Assignment:
Repeat each entry word for word; the images are not part of the copy.

Dataset records:
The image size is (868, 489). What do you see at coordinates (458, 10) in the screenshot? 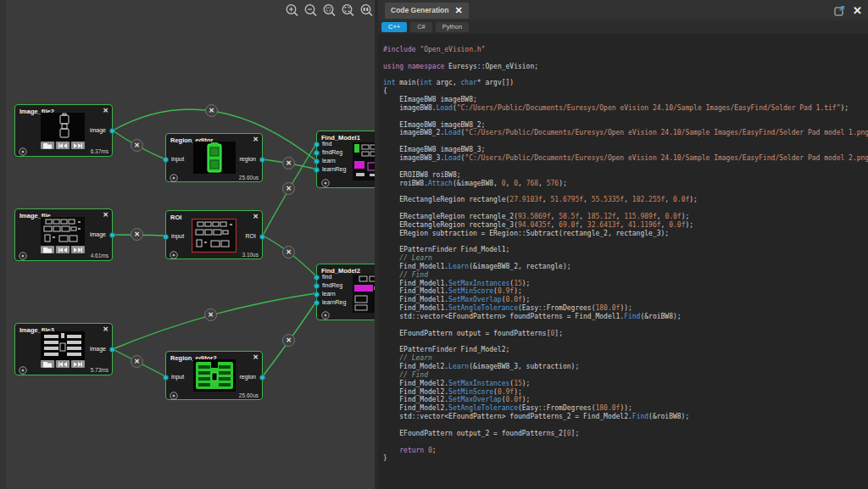
I see `tab-close-icon: ✕` at bounding box center [458, 10].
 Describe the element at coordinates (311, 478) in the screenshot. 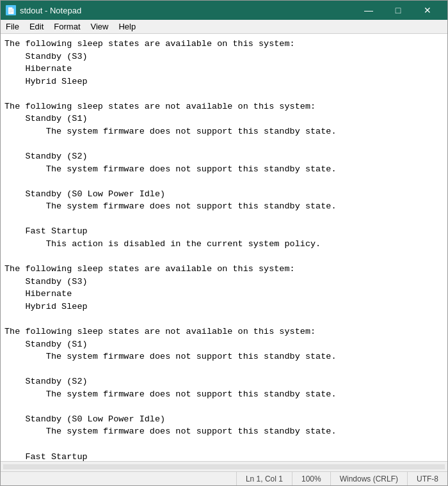

I see `zoom-level: 100%` at that location.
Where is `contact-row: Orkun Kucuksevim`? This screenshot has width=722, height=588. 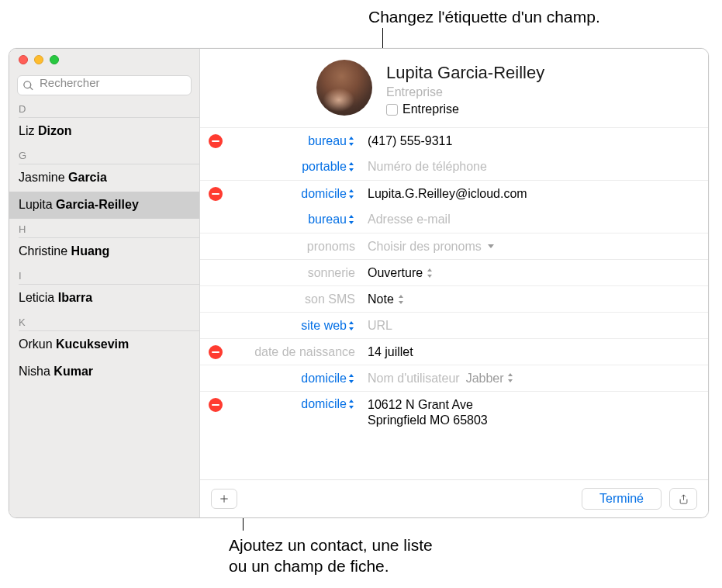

Written reply:
The image size is (868, 489). What do you see at coordinates (458, 10) in the screenshot? 
I see `tab-close-icon: ✕` at bounding box center [458, 10].
 Describe the element at coordinates (311, 478) in the screenshot. 

I see `zoom-level: 100%` at that location.
Where is `contact-row: Orkun Kucuksevim`? This screenshot has width=722, height=588. 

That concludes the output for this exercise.